At the BBC: 1972-1982 captures Todd Rundgren during a particularly fizzy moment, as he moves from classic pop structures to prog and then into psychedelia and back again — but before he dove headlong into solo experiments with electronics that continue unabated to this day.
The four-disc (3CD/1DVD), mostly new set includes all of Rundgren’s surviving BBC broadcasts, beginning with a Radio One performance dating back to 1972, in the wake of the career-making Something/Anything? album. So, yes, irony-free readings of “I Saw The Light” and “Hello It’s Me,” before they became pop albatrosses around Rundgren’s neck — though he does, in the manner of the day, occasionally play along with a pre-recorded backing track. A lengthy take on “Piss Aaron” at the piano is worth the price of admission.
From there, we dive head long into Todd Rundgren’s 1970s-era work in Utopia. His oft-bootlegged 1975 stop at London’s Hammersmith Odeon as part of the first UK tour of Utopia was largely familiar, even before Shout! Factory’s official release in 2012, so that makes this new Estoric box’s inclusion of a tasty previously unreleased track called “Something’s Coming” all the more welcome. (It’s also cool listening for a young Luther Vandross among the backing vocalists.)
Audio of a 1977 Oxford Polytechnic performance following the release of Ra — also a bootleg favorite, but officially unheard until now — finds Rundgren with the longest-tenured edition of Utopia, now featuring the brilliant Kasim Sulton. There seems to be no top to Todd Rundgren’s imagination during this period, making At the BBC: 1972-1982 an uncommon thrill.
The expansive 70-minute DVD, meanwhile, includes three separate visits to the Old Grey Whistle Test series, highlighted by a complete solo performance from 1982 that includes a terrific version of “Can We Still be Friends,” along with two songs (“Song of the Viking” and “Lysistrata”) that originally went unaired. A film of Utopia at 1977’s Bearsville Picnic finds them performing “Singring and the Glass Guitar” from Ra, in perhaps the only film from that eye-poppingly elaborate tour. Let’s just say there’s a giant pyramid, and an ice guitar, involved at the end. (Elsewhere, there’s Luther in a 1975 performance, too!)

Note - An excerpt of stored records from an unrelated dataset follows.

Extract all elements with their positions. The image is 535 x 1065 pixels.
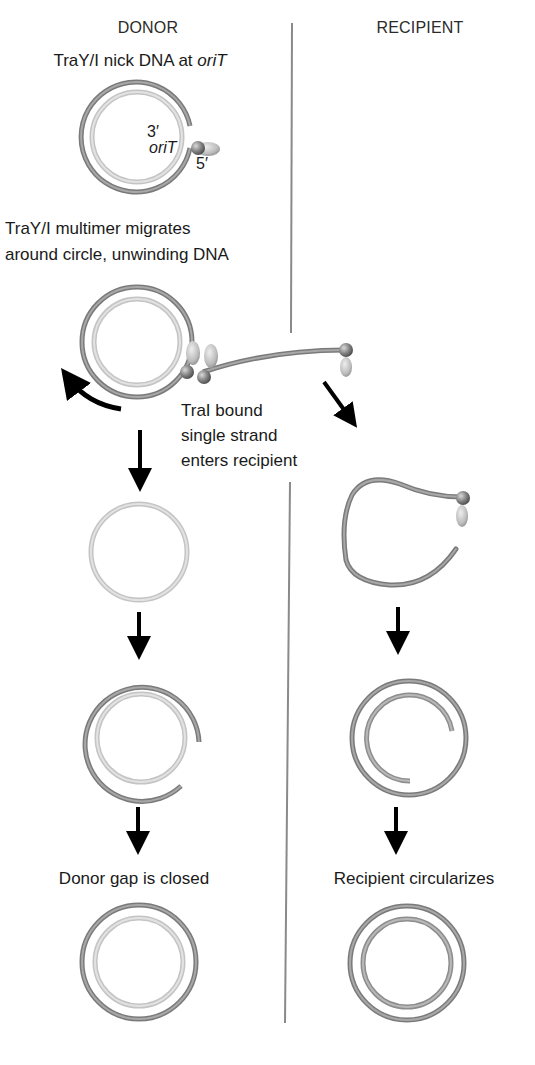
trai-protein-icon — [456, 491, 470, 505]
step-2-label-line-1: TraY/I multimer migrates — [5, 219, 190, 239]
transfer-arrow-icon — [324, 382, 350, 418]
step-3-label-line-3: enters recipient — [181, 451, 297, 471]
trai-protein-icon — [191, 141, 205, 155]
donor-column-header: DONOR — [118, 18, 179, 38]
step-2-label-line-2: around circle, unwinding DNA — [5, 245, 229, 265]
recipient-column-header: RECIPIENT — [376, 18, 463, 38]
donor-replacement-synthesis — [85, 687, 199, 801]
step-3-label-line-1: TraI bound — [181, 401, 263, 421]
donor-single-strand-circle — [91, 504, 187, 600]
recipient-single-strand-loop — [344, 480, 470, 585]
column-divider-top — [291, 23, 292, 333]
conjugation-diagram: DONOR RECIPIENT TraY/I nick DNA at oriT … — [0, 0, 535, 1065]
step-5-label: Recipient circularizes — [334, 869, 495, 889]
five-prime-label: 5′ — [196, 154, 208, 174]
trai-protein-icon — [339, 343, 353, 357]
recipient-complementary-synthesis — [352, 681, 466, 795]
rotation-arrow-icon — [70, 380, 121, 409]
donor-final-plasmid — [82, 905, 196, 1019]
step-3-label-line-2: single strand — [181, 426, 277, 446]
orit-term: oriT — [197, 51, 226, 70]
step-4-label: Donor gap is closed — [59, 869, 209, 889]
diagram-graphics — [0, 0, 535, 1065]
step-1-label: TraY/I nick DNA at oriT — [53, 51, 226, 71]
step-1-text: TraY/I nick DNA at — [53, 51, 197, 70]
donor-plasmid-unwinding — [82, 287, 353, 397]
column-divider-bottom — [285, 482, 290, 1023]
recipient-final-plasmid — [350, 906, 464, 1020]
orit-label: oriT — [149, 138, 177, 158]
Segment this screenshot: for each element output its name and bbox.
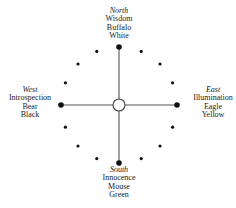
ring-dot: [140, 157, 143, 160]
south-label: South Innocence Mouse Green: [103, 166, 136, 200]
medicine-wheel-diagram: North Wisdom Buffalo White East Illumina…: [0, 0, 236, 208]
east-dot: [174, 102, 180, 108]
ring-dot: [76, 62, 79, 65]
ring-dot: [95, 50, 98, 53]
west-label: West Introspection Bear Black: [9, 86, 51, 120]
ring-dot: [171, 126, 174, 129]
ring-dot: [158, 144, 161, 147]
north-label: North Wisdom Buffalo White: [106, 7, 133, 41]
center-circle: [113, 99, 125, 111]
west-color: Black: [9, 111, 51, 119]
ring-dot: [64, 126, 67, 129]
north-dot: [116, 44, 122, 50]
ring-dot: [95, 157, 98, 160]
east-color: Yellow: [193, 111, 233, 119]
ring-dot: [64, 81, 67, 84]
ring-dot: [140, 50, 143, 53]
east-label: East Illumination Eagle Yellow: [193, 86, 233, 120]
ring-dot: [171, 81, 174, 84]
south-color: Green: [103, 191, 136, 199]
north-color: White: [106, 32, 133, 40]
ring-dot: [158, 62, 161, 65]
ring-dot: [76, 144, 79, 147]
west-dot: [58, 102, 64, 108]
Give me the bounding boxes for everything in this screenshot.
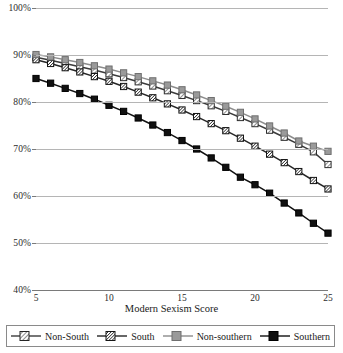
- data-point: [62, 65, 68, 71]
- y-tick-mark: [32, 8, 36, 9]
- data-point: [281, 160, 287, 166]
- y-tick-label: 80%: [13, 97, 31, 107]
- data-point: [179, 87, 185, 93]
- data-point: [135, 115, 141, 121]
- data-point: [194, 92, 200, 98]
- legend-swatch-southern: [260, 330, 290, 342]
- plot-area: [36, 8, 328, 290]
- data-point: [325, 161, 331, 167]
- grid-line: [36, 196, 328, 197]
- y-tick-mark: [32, 243, 36, 244]
- data-point: [62, 85, 68, 91]
- data-point: [281, 130, 287, 136]
- data-point: [208, 155, 214, 161]
- x-axis-line: [36, 290, 328, 291]
- x-tick-label: 10: [104, 293, 114, 303]
- data-point: [106, 102, 112, 108]
- data-point: [164, 82, 170, 88]
- data-point: [223, 128, 229, 134]
- data-point: [91, 74, 97, 80]
- data-point: [296, 210, 302, 216]
- x-tick-label: 25: [323, 293, 333, 303]
- grid-line: [36, 55, 328, 56]
- x-axis-title: Modern Sexism Score: [0, 303, 343, 314]
- data-point: [296, 138, 302, 144]
- y-tick-label: 60%: [13, 191, 31, 201]
- data-point: [194, 113, 200, 119]
- series-line: [36, 60, 328, 189]
- data-point: [237, 174, 243, 180]
- series-southern: [33, 75, 331, 236]
- data-point: [310, 177, 316, 183]
- y-tick-mark: [32, 102, 36, 103]
- data-point: [237, 109, 243, 115]
- y-tick-label: 100%: [8, 3, 31, 13]
- data-point: [237, 135, 243, 141]
- legend-label: Southern: [292, 331, 330, 342]
- data-point: [77, 59, 83, 65]
- y-tick-mark: [32, 196, 36, 197]
- data-point: [252, 116, 258, 122]
- series-south: [33, 57, 331, 192]
- data-point: [48, 80, 54, 86]
- grid-line: [36, 8, 328, 9]
- data-point: [33, 75, 39, 81]
- legend-label: Non-southern: [195, 331, 252, 342]
- data-point: [48, 60, 54, 66]
- legend-item[interactable]: Non-southern: [163, 330, 252, 342]
- legend-label: Non-South: [43, 331, 89, 342]
- grid-line: [36, 243, 328, 244]
- data-point: [281, 200, 287, 206]
- grid-line: [36, 102, 328, 103]
- legend-item[interactable]: South: [97, 330, 154, 342]
- y-tick-label: 90%: [13, 50, 31, 60]
- data-point: [223, 103, 229, 109]
- data-point: [325, 230, 331, 236]
- y-tick-mark: [32, 290, 36, 291]
- chart-legend: Non-South South Non-southern Southern: [6, 325, 335, 347]
- legend-label: South: [129, 331, 154, 342]
- y-tick-label: 50%: [13, 238, 31, 248]
- data-point: [135, 74, 141, 80]
- data-point: [208, 121, 214, 127]
- legend-swatch-non-south: [11, 330, 41, 342]
- data-point: [121, 83, 127, 89]
- data-point: [91, 63, 97, 69]
- data-point: [150, 95, 156, 101]
- y-tick-mark: [32, 55, 36, 56]
- y-tick-mark: [32, 149, 36, 150]
- data-point: [164, 129, 170, 135]
- data-point: [252, 182, 258, 188]
- data-point: [106, 78, 112, 84]
- data-point: [267, 151, 273, 157]
- data-point: [325, 186, 331, 192]
- legend-item[interactable]: Southern: [260, 330, 330, 342]
- y-tick-label: 40%: [13, 285, 31, 295]
- chart-container: 40%50%60%70%80%90%100%510152025 Modern S…: [0, 0, 343, 353]
- y-tick-label: 70%: [13, 144, 31, 154]
- data-point: [179, 137, 185, 143]
- data-point: [135, 89, 141, 95]
- data-point: [106, 66, 112, 72]
- data-point: [296, 168, 302, 174]
- data-point: [179, 107, 185, 113]
- data-point: [310, 220, 316, 226]
- data-point: [223, 164, 229, 170]
- legend-swatch-south: [97, 330, 127, 342]
- legend-swatch-non-southern: [163, 330, 193, 342]
- data-point: [77, 69, 83, 75]
- data-point: [267, 123, 273, 129]
- data-point: [77, 90, 83, 96]
- data-point: [62, 57, 68, 63]
- x-tick-label: 5: [34, 293, 39, 303]
- data-point: [150, 78, 156, 84]
- data-point: [121, 70, 127, 76]
- data-point: [150, 122, 156, 128]
- data-point: [121, 108, 127, 114]
- legend-item[interactable]: Non-South: [11, 330, 89, 342]
- x-tick-label: 20: [250, 293, 260, 303]
- x-tick-label: 15: [177, 293, 187, 303]
- grid-line: [36, 149, 328, 150]
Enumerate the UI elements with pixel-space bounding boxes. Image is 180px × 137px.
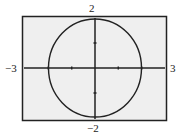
xmin-label: −3	[5, 63, 17, 74]
ymax-label: 2	[89, 3, 95, 14]
xmax-label: 3	[170, 63, 176, 74]
graph-plot	[0, 0, 180, 137]
ymin-label: −2	[87, 123, 99, 134]
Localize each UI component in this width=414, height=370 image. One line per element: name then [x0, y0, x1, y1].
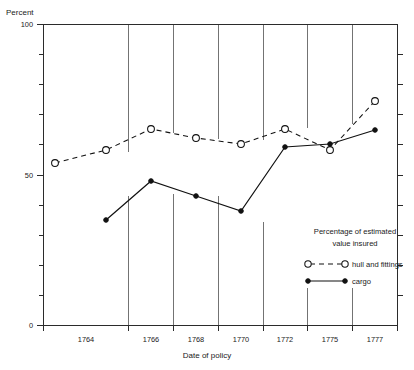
- cargo-point-1777: [328, 142, 333, 147]
- hull-point-1770: [193, 135, 200, 142]
- cargo-point-1770: [194, 194, 199, 199]
- y-tick-label-100: 100: [21, 20, 33, 29]
- x-tick-label-1768: 1768: [188, 335, 204, 344]
- hull-point-1772: [238, 141, 245, 148]
- legend: Percentage of estimated value insured hu…: [305, 227, 403, 286]
- legend-cargo-marker-right: [343, 279, 348, 284]
- x-tick-label-1777: 1777: [367, 335, 383, 344]
- hull-point-1779: [372, 98, 379, 105]
- legend-cargo-label: cargo: [352, 277, 371, 286]
- x-tick-label-1772: 1772: [277, 335, 293, 344]
- cargo-point-1779: [373, 128, 378, 133]
- x-tick-label-1775: 1775: [322, 335, 338, 344]
- x-axis-ticks: [44, 326, 398, 332]
- x-tick-label-1770: 1770: [233, 335, 249, 344]
- x-axis-title: Date of policy: [183, 351, 231, 360]
- hull-point-1764: [52, 160, 59, 167]
- y-axis-ticks: [37, 25, 44, 326]
- vertical-gridlines: [129, 25, 353, 326]
- hull-point-1768: [148, 126, 155, 133]
- cargo-point-1775: [283, 145, 288, 150]
- hull-line: [55, 101, 375, 163]
- hull-point-1766: [103, 147, 110, 154]
- legend-entry-hull-and-fittings: hull and fittings: [305, 260, 403, 269]
- y-tick-label-50: 50: [25, 171, 33, 180]
- legend-entry-cargo: cargo: [306, 277, 371, 286]
- legend-cargo-marker-left: [306, 279, 311, 284]
- hull-point-1775: [282, 126, 289, 133]
- legend-hull-marker-right: [342, 261, 348, 267]
- y-axis-title: Percent: [6, 8, 34, 17]
- x-tick-label-1766: 1766: [143, 335, 159, 344]
- chart-container: Percent: [0, 0, 414, 370]
- line-chart: Percent: [0, 0, 414, 370]
- legend-hull-marker-left: [305, 261, 311, 267]
- cargo-point-1766: [104, 218, 109, 223]
- x-tick-label-1764: 1764: [78, 335, 94, 344]
- hull-point-1777: [327, 147, 334, 154]
- legend-title-line-2: value insured: [332, 239, 377, 248]
- legend-hull-label: hull and fittings: [352, 260, 403, 269]
- cargo-point-1768: [149, 179, 154, 184]
- cargo-point-1772: [239, 209, 244, 214]
- y-tick-label-0: 0: [29, 321, 33, 330]
- legend-title-line-1: Percentage of estimated: [314, 227, 396, 236]
- series-hull-and-fittings: [52, 98, 379, 167]
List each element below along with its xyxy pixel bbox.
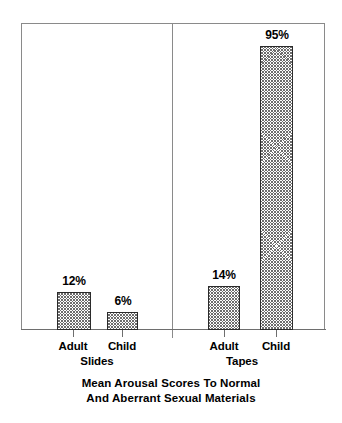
tick-adult-tapes	[224, 330, 225, 337]
bar-child-tapes	[260, 46, 293, 330]
category-label-adult-tapes: Adult	[194, 341, 254, 353]
value-label-child-slides: 6%	[93, 295, 153, 307]
group-divider-line	[172, 23, 173, 338]
tick-adult-slides	[73, 330, 74, 337]
value-label-adult-tapes: 14%	[194, 269, 254, 281]
category-label-child-tapes: Child	[246, 341, 306, 353]
group-label-slides: Slides	[67, 356, 127, 368]
bar-adult-tapes	[208, 286, 240, 330]
group-label-tapes: Tapes	[212, 356, 272, 368]
chart-caption: Mean Arousal Scores To Normal And Aberra…	[0, 376, 342, 406]
caption-line-1: Mean Arousal Scores To Normal	[0, 376, 342, 391]
tick-child-slides	[122, 330, 123, 337]
caption-line-2: And Aberrant Sexual Materials	[0, 391, 342, 406]
bar-child-slides	[107, 312, 138, 330]
bar-chart-figure: 12% 6% 14% 95% Adult Child Adult Child S…	[0, 0, 342, 423]
value-label-child-tapes: 95%	[247, 29, 307, 41]
tick-child-tapes	[276, 330, 277, 337]
bar-adult-slides	[57, 292, 91, 330]
category-label-child-slides: Child	[92, 341, 152, 353]
value-label-adult-slides: 12%	[44, 275, 104, 287]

Each of the discs is lovingly packaged in individual cardboard sleeves, coupled with an attractive 16-page booklet featuring track-by-track details, cool photos and a new essay by Esoteric’s Mark Powell. All that’s missing, really, is a 1972 performance by Todd Rundgren on the Old Grey Whistle Test but, alas, Powell reports that the show was erased after broadcast — along with scores of other early-1970s editions of the program.